The cutler James Woolley first established a business in Birmingham in 1785. In 1790 the business moved to Edmund Street and James entered into the first of many partnerships, with the cutler Thomas Deakin. Deakin was very much a junior partner and some if not all blades continued to be marked with just Wooley’s name or ‘Woolley & Co.’ for the next ten years – ‘Woolley & Deakin’ was eventually used but probably not until around 1800 when Deakin begins to be named in business directories. We can say therefore that this sword is probably an earlier example of its type, pre-1800.

The blade has some speckled patination. Its edge has been sharpened and there are some small nicks to the upper half. Some scratching and small areas of light pitting toward the tip. The hilt, ferrule and backstrap were all originally painted black – this paint has worn in a number of areas leaving only small fragments, but is completely intact on the outer face of the hilt. This may indicate the sword was used by yeomanry. Where the paint has worn the exposed iron has dark speckled patination. The leather of the grip has some cracking and losses exposing the cord binding in places and the wood core on one side next to the ferrule. There are a number of old woodworm holes. There is fractional movement to the ferrule but the grip is solidly peened with no rattling. The scabbard has heavy patination and pitting overall, but is free of dents.

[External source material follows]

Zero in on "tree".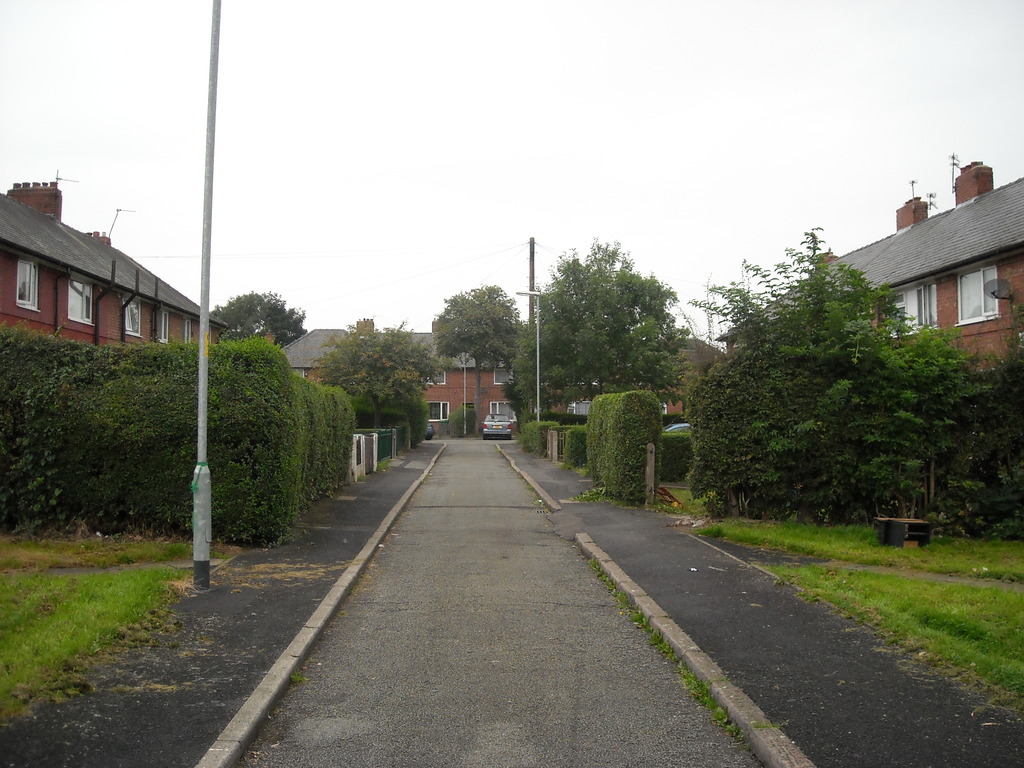
Zeroed in: rect(671, 221, 1023, 550).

Designed by John Gaspard le Marchant, the 1796 Light Cavalry was the first British cavalry sword based not on tradition but on empirical analysis of what worked in combat. Le Marchant gained first-hand experience of cavalry fighting in the Flanders campaigns of 1793-95, and decided that other forces, particularly their Austrian allies, had superior equipment and training to the British:

“I have been busily engaged in making drawings of all the articles in the military equipages of our Allies which differ from our own… I have also paid particular observation to the mode of training the Austrian cavalry to the use of the sabre, in which their superiority over us is incredible.”

Swords in particular needed to change, existing types being in his view heavy and poorly balanced. For the heavy cavalry he recommended a near-copy of the Austrian Model 1775, while for the light cavalry, inspired by “the expertly used scimitar blades of the Turks, Mamelukes, Moors and Hungarians” Le Marchant argued for a lighter, shorter curved sword that could both cut and thrust. The design that emerged was in fact a pure cutting sword, very broad bladed, more strongly curved and with a simpler profile than its predecessor the 1788. In service the 1796 sowed fear, as an officer of the French Chasseurs recounted:

                “Out of every twenty blows aimed by them, nineteen missed. If, however, the edge of the blade found its mark only once, it was a terrible blow, and it was not unusual to see an arm cut clean from the body.”

Le Marchant died in battle leading cavalry at Salamanca in 1812, but his swords carried on his legacy, with the regular Army until 1821 and with yeomanry units for decades longer – it was still in active use with yeomanry as of 1848, the 1821 Patterns seemingly not being introduced to many. The Prussian 1811 ‘Blucher’ sabre was a very close replica, and in India in particular the blade was a natural fit with an existing tradition of slashing sword technique. Spare blades were much in demand by native horsemen, typically mounted into their familiar tulwar hilts, and swords produced for Indian cavalry units as late as the 1910s used a blade modelled on that of the 1796.